CIS Most Dangerous for Journalists (If you leave out war zones)

Reports about how the CIS is dangerous for journalists are so common that their worthy efforts are starting to sound like a bad pop song. Freedom House is the newest NGO/think tank to give its evaluation of media freedom. To no one’s surprise its report, Muzzling the Media: The Return of Censorship in the CIS, “makes the assertion that most former Soviet states, including those in Central Asia and the Caucasus, are the most hazardous on earth, outside of active war zones, for journalists to work in. Entrenched authority in these states are increasingly unwilling to tolerate the “watchdog” role that media strives to play in open societies.” The report also points out that the CIS countries with the least media freedom are also those experiencing high rates of economic growth. Such a finding seems to surprise Christopher Walker, the report’s author, who thinks that economically robust Russia, Azerbaijan and Kazakhstan “should likewise be enjoying increased press freedom. Yet they are not.” I’m surprised that there are some who continue to believe that there is a direct correlation between capitalism and freedom.

But media control in the CIS is not like the old Soviet model where what was and wasn’t allowed is directed from a central agency. Now successful media control is accomplished through a combination of methods to ensure self censorship. That mix includes “state-enabled oligarchic control, broadcast monopolies of presidential “families,” judicial persecution and subtle and overt forms of intimidation.” The report paints a picture is so bleak, outside of the few “courageous journalists,” that the only refuge for unadulterated information lies on the internet and among bloggers. But even Internet might have hit its freedom peak since it too is “fast becoming a target of greater interest for new regulatory intervention by the authorities.”

Still, while the report is certainly correct to lambaste censorship in the CIS, Freedom House’s own ideological position should not be overlooked. The group has a long history of being a mouthpiece for US interests since its founding in 1941. Its annual “Comparative Survey of Freedom” has been charged with basically boosting the “freedom rating” of US allies. For example, according to one evaluation of Freedom House’s reports, “On the 1989 survey, for example, South Africa’s “freedom rating” was worse than Nicaragua’s, but South Korea–where there has been government sponsored violence and corruption at levels unheard of in Nicaragua under the Sandinistas–was rated “more free” than Nicaragua by several points. The same held true vis-a-vis Nicaragua for El Salvador, Honduras, Guatemala, and Pakistan.”
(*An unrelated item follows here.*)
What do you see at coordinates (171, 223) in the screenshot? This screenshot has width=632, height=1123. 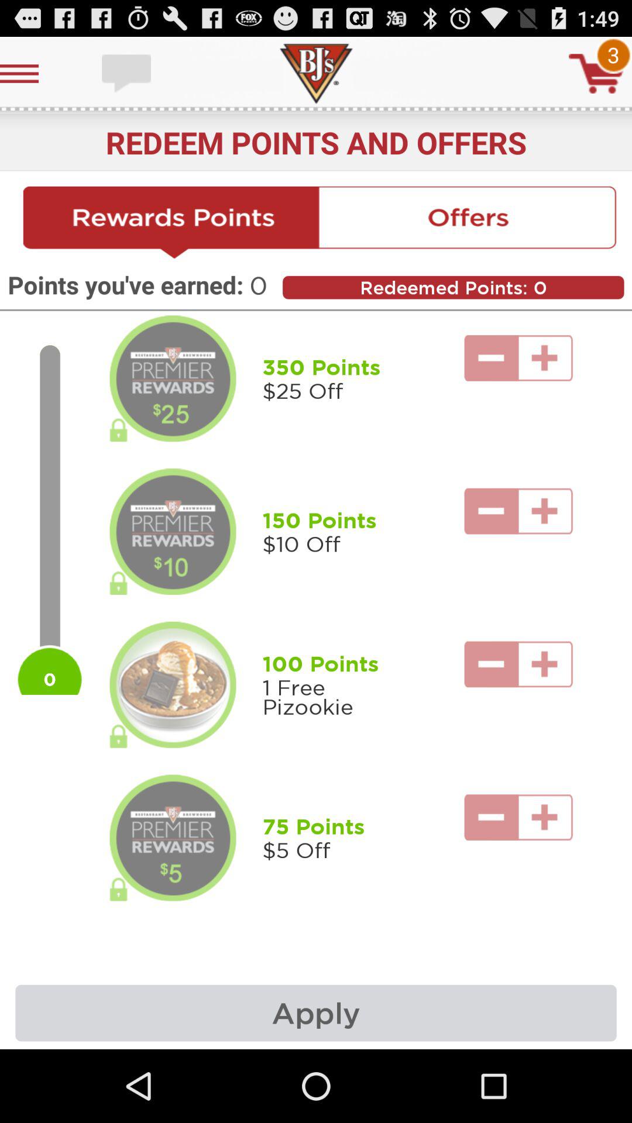 I see `view reward points` at bounding box center [171, 223].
More recently, Freedom House has been charged with being the ideological arm of the Bush Administration and is said to have received funds for “for clandestine activities inside Iran” (what these clandestine activities are is not stated). It has also, like other right wing think tanks, been an advocate for “regime change” in the Middle East.

The group’s political connections aside, there is one aspect of the report that is more telling: the fact that it excludes “active war zones” from evaluation. As of late 2006, there are 20 armed conflicts around the world, many of which have been the main reason for journalists deaths. The Committee to Protect Journalists states that 56 journalists were confirmed killed in 2006, of them 45 were killed in counties with armed conflicts. Of those 45, 32 journalists were killed in Iraq. So far for 2007, 24 journalists have been killed, 22 of which were casualties of armed conflict. 15 of them were slain in Iraq. Given these numbers, to declare the CIS the most dangerous place for journalists also involves some statistical slight of hand and definitional constriction.

Still, such jostling doesn’t belie the seriousness of the poor state of journalism in the CIS. It is only to remind us that not only should we know who is speaking but how they are speaking.